Abstract: Congestion, Dilation, and Energy in Radio Networks

Friedhelm Meyer auf der Heide, Christian Schindelhauer, Klaus Volbert, and Matthias Gr|newald.

We investigate the problem of path selection in radio networks for a given static set of $n$ sites in two- and three-dimensional space. For static point-to-point communication we define measures for congestion, dilation, and energy consumption that take interferences among communication links into account.

We show that energy-optimal path selection for radio networks can be computed in polynomial time. Then we introduce the diversity $g(V)$ of a set $V\subseteq \REAL^{\ddim}$ for any constant $\ddim$. It can be used to upper bound the number of interfering edges. For real-world applications it can be regarded as $\Theta(\log n)$. A main result is that a $c$-spanner construction as a communication network allows one to approximate the congestion-optimal path system by a factor of $O(g(V)^2)$.

Furthermore, we show that there are vertex sets where only one of the performance parameters congestion, dilation, and energy can be optimized at a time. We show trade-offs lower bounding congestion $\times$ dilation and dilation $\times$ energy. The trade-off between congestion and dilation increases with switching from two-dimensional to three-dimensional space. For congestion and energy the situation is even worse. It is only possible to find a reasonable approximation for either congestion or energy minimization, while the other parameter is at least a polynomial factor worse than in the optimal network.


__WORK ORDER__: Return the full set of entries precisely. Do not carry over any pictures.

__SOURCE DATA__:
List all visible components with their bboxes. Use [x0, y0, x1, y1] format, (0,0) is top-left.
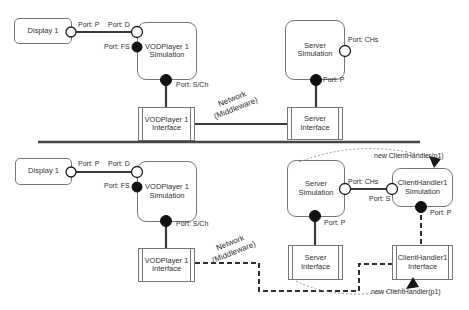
server-sim-label-line2: Simulation	[298, 189, 333, 198]
server-interface-box-top: Server Interface	[287, 107, 343, 140]
port-d-label-top: Port: D	[108, 21, 130, 29]
server-sim-label-line2: Simulation	[297, 50, 332, 59]
port-s-label: Port: S	[369, 195, 390, 203]
server-iface-label-line2: Interface	[300, 124, 329, 133]
port-chs-label-bottom: Port: CHs	[348, 178, 378, 186]
port-p-server-label-top: Port: P	[323, 76, 344, 84]
port-p-display-label-top: Port: P	[78, 21, 99, 29]
vod-iface-label-line2: Interface	[152, 265, 181, 274]
port-p-clienthandler-label: Port: P	[430, 209, 451, 217]
port-sch-label-bottom: Port: S/Ch	[176, 220, 208, 228]
display1-label: Display 1	[28, 27, 59, 36]
server-iface-label-line2: Interface	[301, 263, 330, 272]
server-simulation-box-top: Server Simulation	[285, 20, 345, 80]
vod-sim-label-line2: Simulation	[149, 192, 184, 201]
display1-box-top: Display 1	[14, 18, 72, 44]
diagram-canvas: Display 1 VODPlayer 1 Simulation Server …	[0, 0, 469, 310]
vod-iface-label-line2: Interface	[152, 124, 181, 133]
clienthandler1-simulation-box: ClientHandler1 Simulation	[392, 168, 453, 207]
port-fs-label-top: Port: FS	[104, 43, 130, 51]
vod-sim-label-line2: Simulation	[149, 51, 184, 60]
new-clienthandler-label-top: new ClientHandler(p1)	[374, 152, 444, 160]
port-chs-label-top: Port: CHs	[348, 36, 378, 44]
vodplayer-simulation-box-bottom: VODPlayer 1 Simulation	[137, 161, 197, 222]
clienthandler1-interface-box: ClientHandler1 Interface	[392, 245, 453, 280]
port-p-display-label-bottom: Port: P	[78, 160, 99, 168]
server-interface-box-bottom: Server Interface	[288, 245, 343, 280]
server-simulation-box-bottom: Server Simulation	[287, 160, 345, 217]
ch-iface-label-line2: Interface	[408, 263, 437, 272]
network-middleware-label-bottom: Network (Middleware)	[194, 225, 270, 270]
ch-sim-label-line2: Simulation	[405, 188, 440, 197]
vodplayer-interface-box-top: VODPlayer 1 Interface	[138, 107, 195, 141]
vodplayer-interface-box-bottom: VODPlayer 1 Interface	[138, 248, 195, 282]
display1-label: Display 1	[28, 167, 59, 176]
vodplayer-simulation-box-top: VODPlayer 1 Simulation	[137, 22, 197, 80]
port-sch-label-top: Port: S/Ch	[176, 81, 208, 89]
display1-box-bottom: Display 1	[15, 158, 72, 185]
port-d-label-bottom: Port: D	[108, 160, 130, 168]
new-clienthandler-label-bottom: new ClientHandler(p1)	[371, 288, 441, 296]
port-fs-label-bottom: Port: FS	[104, 182, 130, 190]
port-p-server-label-bottom: Port: P	[324, 219, 345, 227]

__REPLY__:
List all visible components with their bboxes. Use [x0, y0, x1, y1] format, (0,0) is top-left.
server-sim-label-line2: Simulation	[298, 189, 333, 198]
server-interface-box-top: Server Interface	[287, 107, 343, 140]
port-d-label-top: Port: D	[108, 21, 130, 29]
server-sim-label-line2: Simulation	[297, 50, 332, 59]
port-s-label: Port: S	[369, 195, 390, 203]
server-iface-label-line2: Interface	[300, 124, 329, 133]
port-chs-label-bottom: Port: CHs	[348, 178, 378, 186]
port-p-server-label-top: Port: P	[323, 76, 344, 84]
port-p-display-label-top: Port: P	[78, 21, 99, 29]
vod-iface-label-line2: Interface	[152, 265, 181, 274]
port-p-clienthandler-label: Port: P	[430, 209, 451, 217]
port-sch-label-bottom: Port: S/Ch	[176, 220, 208, 228]
display1-label: Display 1	[28, 27, 59, 36]
server-iface-label-line2: Interface	[301, 263, 330, 272]
server-simulation-box-top: Server Simulation	[285, 20, 345, 80]
vod-sim-label-line2: Simulation	[149, 192, 184, 201]
display1-box-top: Display 1	[14, 18, 72, 44]
diagram-canvas: Display 1 VODPlayer 1 Simulation Server …	[0, 0, 469, 310]
vod-iface-label-line2: Interface	[152, 124, 181, 133]
clienthandler1-simulation-box: ClientHandler1 Simulation	[392, 168, 453, 207]
port-fs-label-top: Port: FS	[104, 43, 130, 51]
vod-sim-label-line2: Simulation	[149, 51, 184, 60]
new-clienthandler-label-top: new ClientHandler(p1)	[374, 152, 444, 160]
port-chs-label-top: Port: CHs	[348, 36, 378, 44]
vodplayer-simulation-box-bottom: VODPlayer 1 Simulation	[137, 161, 197, 222]
clienthandler1-interface-box: ClientHandler1 Interface	[392, 245, 453, 280]
port-p-display-label-bottom: Port: P	[78, 160, 99, 168]
server-interface-box-bottom: Server Interface	[288, 245, 343, 280]
server-simulation-box-bottom: Server Simulation	[287, 160, 345, 217]
ch-iface-label-line2: Interface	[408, 263, 437, 272]
network-middleware-label-bottom: Network (Middleware)	[194, 225, 270, 270]
ch-sim-label-line2: Simulation	[405, 188, 440, 197]
vodplayer-interface-box-top: VODPlayer 1 Interface	[138, 107, 195, 141]
vodplayer-interface-box-bottom: VODPlayer 1 Interface	[138, 248, 195, 282]
display1-label: Display 1	[28, 167, 59, 176]
vodplayer-simulation-box-top: VODPlayer 1 Simulation	[137, 22, 197, 80]
port-sch-label-top: Port: S/Ch	[176, 81, 208, 89]
display1-box-bottom: Display 1	[15, 158, 72, 185]
port-d-label-bottom: Port: D	[108, 160, 130, 168]
new-clienthandler-label-bottom: new ClientHandler(p1)	[371, 288, 441, 296]
port-fs-label-bottom: Port: FS	[104, 182, 130, 190]
port-p-server-label-bottom: Port: P	[324, 219, 345, 227]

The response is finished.